An Australian court has heard new evidence about the deadly skydiving accident that killed an instructor and his tandem passenger at Goulburn Airport in New South Wales in June 2021.
Attilio Giovanni Ferrara, director of the Goulburn Flight Training Centre — the company involved in the tragedy — is now on trial after being charged by SafeWork NSW over the deaths of instructor Stephen Hoare, 37, and passenger Alex Welling, 32, according to Australia Associated Press (AAP).
The court was told that Hoare and Welling became tangled in the plane’s steps before dangling mid-air and eventually falling to their deaths, The Guardian reported.
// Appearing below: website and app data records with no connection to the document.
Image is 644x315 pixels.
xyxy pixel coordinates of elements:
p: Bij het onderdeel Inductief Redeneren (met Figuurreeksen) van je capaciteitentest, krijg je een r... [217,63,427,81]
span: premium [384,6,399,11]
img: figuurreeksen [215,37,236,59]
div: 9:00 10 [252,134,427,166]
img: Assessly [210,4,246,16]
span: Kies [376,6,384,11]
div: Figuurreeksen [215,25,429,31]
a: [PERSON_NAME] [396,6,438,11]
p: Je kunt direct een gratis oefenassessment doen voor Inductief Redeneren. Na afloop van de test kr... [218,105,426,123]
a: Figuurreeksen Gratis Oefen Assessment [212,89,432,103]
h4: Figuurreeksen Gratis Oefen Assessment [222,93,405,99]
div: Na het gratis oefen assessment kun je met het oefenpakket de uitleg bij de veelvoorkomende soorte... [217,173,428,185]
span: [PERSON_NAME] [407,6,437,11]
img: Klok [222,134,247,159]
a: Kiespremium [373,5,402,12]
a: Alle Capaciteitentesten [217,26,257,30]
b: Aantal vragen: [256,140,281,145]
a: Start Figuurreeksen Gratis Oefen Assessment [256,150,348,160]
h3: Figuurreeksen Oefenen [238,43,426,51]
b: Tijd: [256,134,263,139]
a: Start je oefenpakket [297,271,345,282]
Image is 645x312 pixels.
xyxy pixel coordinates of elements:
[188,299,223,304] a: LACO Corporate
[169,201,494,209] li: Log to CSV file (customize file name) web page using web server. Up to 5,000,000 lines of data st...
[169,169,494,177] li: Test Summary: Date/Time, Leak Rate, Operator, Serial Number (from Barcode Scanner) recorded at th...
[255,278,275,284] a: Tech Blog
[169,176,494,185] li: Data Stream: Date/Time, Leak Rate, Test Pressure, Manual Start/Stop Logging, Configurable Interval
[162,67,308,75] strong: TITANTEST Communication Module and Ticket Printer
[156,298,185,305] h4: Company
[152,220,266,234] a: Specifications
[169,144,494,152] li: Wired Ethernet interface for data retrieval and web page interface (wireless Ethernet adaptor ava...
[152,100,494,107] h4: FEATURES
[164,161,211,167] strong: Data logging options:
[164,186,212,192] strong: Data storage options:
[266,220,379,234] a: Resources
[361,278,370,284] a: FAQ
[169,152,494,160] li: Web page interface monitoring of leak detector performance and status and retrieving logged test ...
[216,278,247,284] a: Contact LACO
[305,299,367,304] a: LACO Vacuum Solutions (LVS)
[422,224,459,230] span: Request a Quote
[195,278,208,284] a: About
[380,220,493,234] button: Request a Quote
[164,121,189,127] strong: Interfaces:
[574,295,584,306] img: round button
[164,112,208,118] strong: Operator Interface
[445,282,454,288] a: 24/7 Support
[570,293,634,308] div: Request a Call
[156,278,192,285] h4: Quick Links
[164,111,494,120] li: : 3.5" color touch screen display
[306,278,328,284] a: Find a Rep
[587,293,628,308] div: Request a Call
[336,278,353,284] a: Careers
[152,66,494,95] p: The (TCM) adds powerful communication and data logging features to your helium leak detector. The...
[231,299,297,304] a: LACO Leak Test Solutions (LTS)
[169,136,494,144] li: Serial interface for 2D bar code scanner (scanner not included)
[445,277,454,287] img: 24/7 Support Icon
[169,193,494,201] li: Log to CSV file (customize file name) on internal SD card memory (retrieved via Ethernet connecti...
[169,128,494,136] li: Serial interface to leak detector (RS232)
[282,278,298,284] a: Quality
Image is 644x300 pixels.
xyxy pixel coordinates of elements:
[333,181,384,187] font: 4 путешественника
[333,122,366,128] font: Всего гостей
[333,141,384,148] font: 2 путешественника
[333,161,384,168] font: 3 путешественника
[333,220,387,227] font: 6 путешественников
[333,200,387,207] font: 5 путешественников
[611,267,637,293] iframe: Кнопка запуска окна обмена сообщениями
:max_bytes(150000):strip_icc():focal(749x0:751x2):format(webp)/skydiving-2-090225-7fead8c4a0544102b365da9f5341e535.jpg)
During the 10-day trial in Sydney’s NSW district court, Darien Nagle, a lawyer for SafeWork NSW, argued that two major safety problems had been overlooked.
Nagle said a metal step added to the Cessna aircraft created a snagging hazard, something the company had already mentioned in its own documents. He also claimed the company had no “buddy check” system, a safety step used by other skydiving businesses to ensure straps or webbing weren’t caught before a jump.
“It was always known and obvious that these types of steps, along with webbing that hadn’t been buddy-checked, could lead to catastrophic results,” Nagle told the court, per AAP. “It was only a matter of time before an incident such as this should occur.” He added that the steps were removed from some Cessna planes after the accident.
GoPro footage taken by skydiver Nick Amoroso, who jumped with Hoare and Welling that day, was also shown in court. The video allegedly captured a black strap getting caught on the outside of the plane as the men tried to launch, leaving them hanging upside down, per AAP.
:max_bytes(150000):strip_icc():focal(561x0:563x2):format(webp)/skydiving-1-090225-2542b75ad3534505a9a9a24fbc29b52b.jpg)
“I noticed Alby and Steve were stuck to the aircraft, hanging upside down,” an emotional Amoroso said. “The plane was trying to get low enough, and there was a guy on a four-wheel drive trying to reach Steve and Alby, but he couldn’t get to them.”
According to The Guardian, the victims’ families left the courtroom when the footage, which included one of the men swearing after realizing they were tangled, was played.
Ferrara and his company are facing two counts of breaching workplace safety duties. His lawyer, Maurice Baroni, said in court that some of the evidence would be challenged, per AAP.